This book focuses on managing competing memories of disputed territories in Eastern and Central Europe, the Caucasus and South Asia. Through an empirical, practice-oriented approach it explores memory work undertaken by institutions and social actors in different cultural and national settings. The book identifies examples of agonistic engagement with the memory of disputed territories that have the potential to build trust-based relationships between divided communities and overcome antagonistic separation through mutually beneficial joint enterprises. The volume also highlights blind spots and shortcomings of the agonistic approach by focusing on socio-political conditions that might hinder or prevent the broader dissemination of this memory mode.
Christina Horvath, Ph.D. (2003), is a Reader of French Politics at the University of Bath. She widely published on cities, urban marginality and memory, including
Breaking the Dead Silence: Engaging with the Legacies of Slave Ownership in Bath and Bristol (2024).
Tomasz Rawski, Ph.D. (2018), is an Assistant Professor at the Faculty of Sociology, University of Warsaw. He is a political and cultural sociologist. He has published on memory politics, nationalism, war and state socialism in contemporary Eastern Europe and beyond.
Acknowledgements
List of Figures and Tables
Abbreviations and Acronyms
Notes on Contributors
Pathways to Agonism: Memory Practices in Disputed Territories
Christina Horvath and Tomasz Rawski
part 1: Pathways to Agonism
1 Performance and Peacebuilding, between Consensus and Agonism:
The Sejny Chronicles and
Moush, Sweet Moush David Clarke, Weronika Czyżewska-Poncyljusz and Nina Parish
2 Participatory Walking as an Alternative Heritage Practice in Two UNESCO World Heritage Cities:
Bath and Lahore Christina Horvath and Mudassir Farooqi
3 Reinforcers and Challengers: War-Related Street Art in Contemporary Poland and Armenia
Tomasz Rawski and Nelly Manucharyan
4 Liminal Spaces of Memory and Remembrance: Realignment of Agonistic Interpretations at Sites of Complex Histories in Sarajevo
Selma Ćatović Hughes and Sabina Tanović
5 Culture of Remembrance and the Use of the Repertory Grid Technique (RGT):
Preparing for a Design Approach Thomas Duschlbauer
part 2: Mnemonic Responses to Wars
6 Curating Mnemonic Security:
Museum Responses to War in Armenia and Poland Joanna Wawrzyniak and Ruzanna Tsaturyan
7 Military Museums in Postcolonial Countries:
Vytautas the Great War Museum in Kaunas and the Army Museum in Lahore Agnieszka Nowakowska and Umber bin Ibad
8 Commemorative Practices and Memorial Sites:
The Armenian Genocide Memorial Harutyun Marutyan
9 The Second Nagorno-Karabakh War:
from War to Postwar Memory Politics Arsen Hakobyan
part 3: International Pressures and Local Memoryscapes
10 The Memory of Neighbours:
Lithuania and Poland in School Textbooks of Both Countries Tomasz Błaszczak, Małgorzata Głowacka-Grajper, Rūstis Kamuntavičius and Agnieszka Nowakowska
11 Burgenland:
Agonistic Memory in an Acknowledged Multicultural Borderland? Melinda Harlov-Csortán
12 Translating the International to the Local:
the Case of the Women, Peace and Security Agenda in Poland and Armenia Sophie Whiting and Ruzanna Tsaturyan
Index
university researchers, academic libraries, policy experts, policy-makers, cultural practitioners (museums, NGOs, artists), schoolteachers, activists (human rights), students (BA, MA), PhD. candidates.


* INSTRUCTIONS TO FOLLOW
Check every line of the entries below for "Registration", and copy the lines that have it.

(Data tied to figure images)
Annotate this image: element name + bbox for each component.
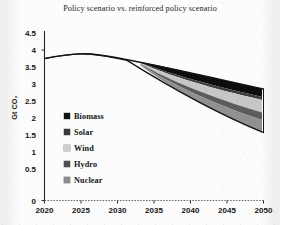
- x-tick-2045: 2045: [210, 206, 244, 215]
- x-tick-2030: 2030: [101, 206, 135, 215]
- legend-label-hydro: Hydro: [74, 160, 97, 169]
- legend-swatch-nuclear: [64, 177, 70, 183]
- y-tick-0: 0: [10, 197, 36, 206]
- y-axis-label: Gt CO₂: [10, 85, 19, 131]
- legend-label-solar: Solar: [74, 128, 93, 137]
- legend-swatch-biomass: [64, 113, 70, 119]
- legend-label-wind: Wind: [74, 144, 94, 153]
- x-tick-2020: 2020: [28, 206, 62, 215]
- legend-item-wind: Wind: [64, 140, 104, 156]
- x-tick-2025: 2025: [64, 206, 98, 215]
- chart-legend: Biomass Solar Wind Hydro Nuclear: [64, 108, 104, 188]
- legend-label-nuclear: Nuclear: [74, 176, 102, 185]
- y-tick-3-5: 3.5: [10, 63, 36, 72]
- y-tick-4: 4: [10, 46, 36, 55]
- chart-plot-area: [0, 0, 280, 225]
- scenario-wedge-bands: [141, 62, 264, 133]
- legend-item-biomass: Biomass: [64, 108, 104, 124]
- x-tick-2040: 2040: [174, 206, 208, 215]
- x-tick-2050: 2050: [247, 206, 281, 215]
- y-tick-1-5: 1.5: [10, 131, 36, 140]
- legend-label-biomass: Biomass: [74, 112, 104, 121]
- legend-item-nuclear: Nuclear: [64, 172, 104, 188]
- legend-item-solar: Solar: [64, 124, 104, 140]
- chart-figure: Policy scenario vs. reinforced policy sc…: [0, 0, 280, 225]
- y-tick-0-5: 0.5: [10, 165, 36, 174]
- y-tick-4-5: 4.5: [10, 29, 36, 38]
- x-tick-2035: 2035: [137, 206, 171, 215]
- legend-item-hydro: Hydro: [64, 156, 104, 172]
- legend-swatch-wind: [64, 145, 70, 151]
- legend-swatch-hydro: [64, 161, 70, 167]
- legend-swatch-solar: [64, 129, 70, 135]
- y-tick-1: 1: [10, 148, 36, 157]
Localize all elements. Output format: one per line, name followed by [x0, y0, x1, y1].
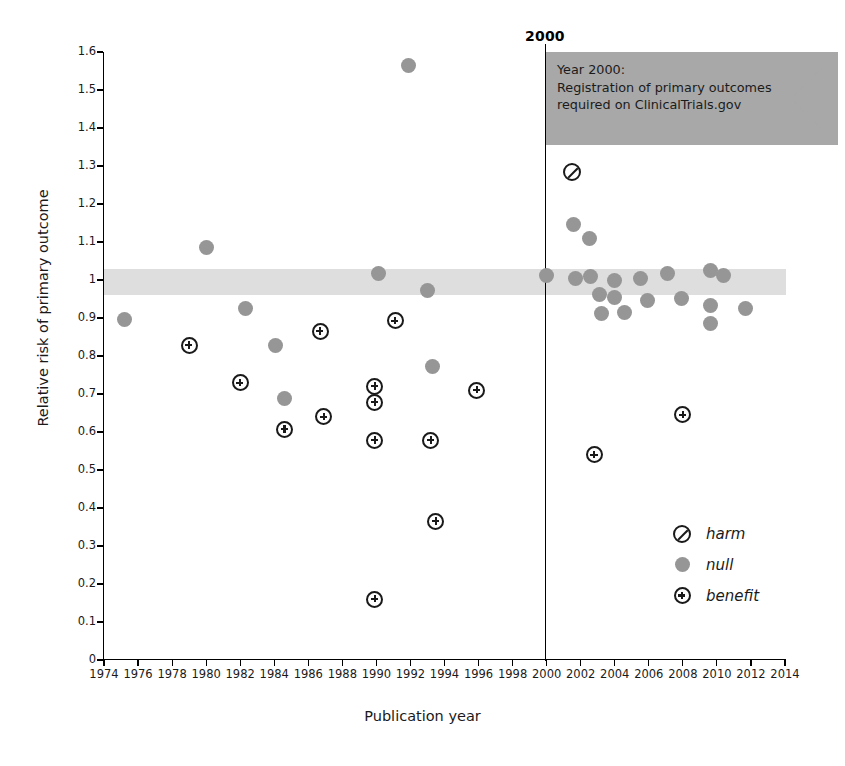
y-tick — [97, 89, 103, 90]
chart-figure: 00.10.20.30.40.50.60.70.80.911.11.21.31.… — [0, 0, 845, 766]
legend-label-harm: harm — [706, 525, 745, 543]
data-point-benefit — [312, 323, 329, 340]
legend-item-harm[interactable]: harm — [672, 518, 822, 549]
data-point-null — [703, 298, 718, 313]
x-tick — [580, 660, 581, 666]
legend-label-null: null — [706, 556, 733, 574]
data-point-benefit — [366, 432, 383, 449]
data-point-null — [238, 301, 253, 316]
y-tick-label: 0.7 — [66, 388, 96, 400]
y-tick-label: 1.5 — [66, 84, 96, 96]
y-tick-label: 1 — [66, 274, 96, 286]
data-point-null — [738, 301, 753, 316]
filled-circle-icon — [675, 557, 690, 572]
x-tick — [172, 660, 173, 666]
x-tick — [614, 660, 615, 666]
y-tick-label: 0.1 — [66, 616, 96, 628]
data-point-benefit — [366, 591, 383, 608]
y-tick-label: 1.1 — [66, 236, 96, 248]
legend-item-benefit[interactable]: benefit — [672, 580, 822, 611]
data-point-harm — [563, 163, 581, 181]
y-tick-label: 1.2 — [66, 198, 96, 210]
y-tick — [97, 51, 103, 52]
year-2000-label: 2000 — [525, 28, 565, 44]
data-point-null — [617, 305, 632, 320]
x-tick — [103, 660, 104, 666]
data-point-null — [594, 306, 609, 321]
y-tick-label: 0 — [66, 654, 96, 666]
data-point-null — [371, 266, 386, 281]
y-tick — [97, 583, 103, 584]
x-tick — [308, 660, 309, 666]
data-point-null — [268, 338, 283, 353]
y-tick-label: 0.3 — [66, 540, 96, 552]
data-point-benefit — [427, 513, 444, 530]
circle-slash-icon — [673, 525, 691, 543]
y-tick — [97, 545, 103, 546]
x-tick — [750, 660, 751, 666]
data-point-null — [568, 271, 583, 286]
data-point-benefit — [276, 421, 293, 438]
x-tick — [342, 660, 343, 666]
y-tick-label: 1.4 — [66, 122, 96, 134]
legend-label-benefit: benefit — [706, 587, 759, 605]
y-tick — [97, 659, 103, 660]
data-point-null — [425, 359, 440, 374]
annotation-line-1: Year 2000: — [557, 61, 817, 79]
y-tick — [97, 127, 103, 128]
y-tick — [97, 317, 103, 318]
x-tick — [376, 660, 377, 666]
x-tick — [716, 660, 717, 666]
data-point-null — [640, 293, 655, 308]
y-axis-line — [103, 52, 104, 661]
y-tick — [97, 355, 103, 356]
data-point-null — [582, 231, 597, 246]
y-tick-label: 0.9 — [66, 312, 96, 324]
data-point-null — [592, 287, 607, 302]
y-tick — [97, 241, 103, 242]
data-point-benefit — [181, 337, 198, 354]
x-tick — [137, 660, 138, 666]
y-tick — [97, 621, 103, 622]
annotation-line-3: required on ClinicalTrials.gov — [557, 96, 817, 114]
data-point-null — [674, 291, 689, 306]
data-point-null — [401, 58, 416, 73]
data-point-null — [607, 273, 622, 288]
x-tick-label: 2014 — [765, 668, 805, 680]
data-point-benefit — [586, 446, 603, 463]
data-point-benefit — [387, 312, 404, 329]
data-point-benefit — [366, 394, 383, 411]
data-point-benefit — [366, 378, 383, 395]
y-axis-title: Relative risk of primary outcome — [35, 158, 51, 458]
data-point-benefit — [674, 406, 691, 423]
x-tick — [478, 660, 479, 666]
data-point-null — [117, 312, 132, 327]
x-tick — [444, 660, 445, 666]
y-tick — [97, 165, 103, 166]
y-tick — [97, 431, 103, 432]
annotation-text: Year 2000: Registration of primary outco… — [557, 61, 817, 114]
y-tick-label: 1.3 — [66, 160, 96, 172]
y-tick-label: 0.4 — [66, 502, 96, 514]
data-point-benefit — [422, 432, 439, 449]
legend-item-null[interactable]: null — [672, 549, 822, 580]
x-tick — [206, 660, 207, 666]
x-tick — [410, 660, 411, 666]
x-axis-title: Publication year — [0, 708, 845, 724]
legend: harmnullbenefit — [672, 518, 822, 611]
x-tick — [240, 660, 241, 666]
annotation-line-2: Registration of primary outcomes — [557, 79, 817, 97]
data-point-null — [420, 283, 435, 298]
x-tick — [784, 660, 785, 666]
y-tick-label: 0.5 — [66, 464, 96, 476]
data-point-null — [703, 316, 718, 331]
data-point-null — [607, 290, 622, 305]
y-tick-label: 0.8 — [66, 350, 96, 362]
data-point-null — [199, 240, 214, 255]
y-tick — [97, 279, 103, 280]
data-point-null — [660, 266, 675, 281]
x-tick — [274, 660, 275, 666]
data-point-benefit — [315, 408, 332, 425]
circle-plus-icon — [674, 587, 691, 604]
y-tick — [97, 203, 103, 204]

* RESPONSE
annotation-text: Year 2000: Registration of primary outco… — [557, 61, 817, 114]
annotation-line-2: Registration of primary outcomes — [557, 79, 817, 97]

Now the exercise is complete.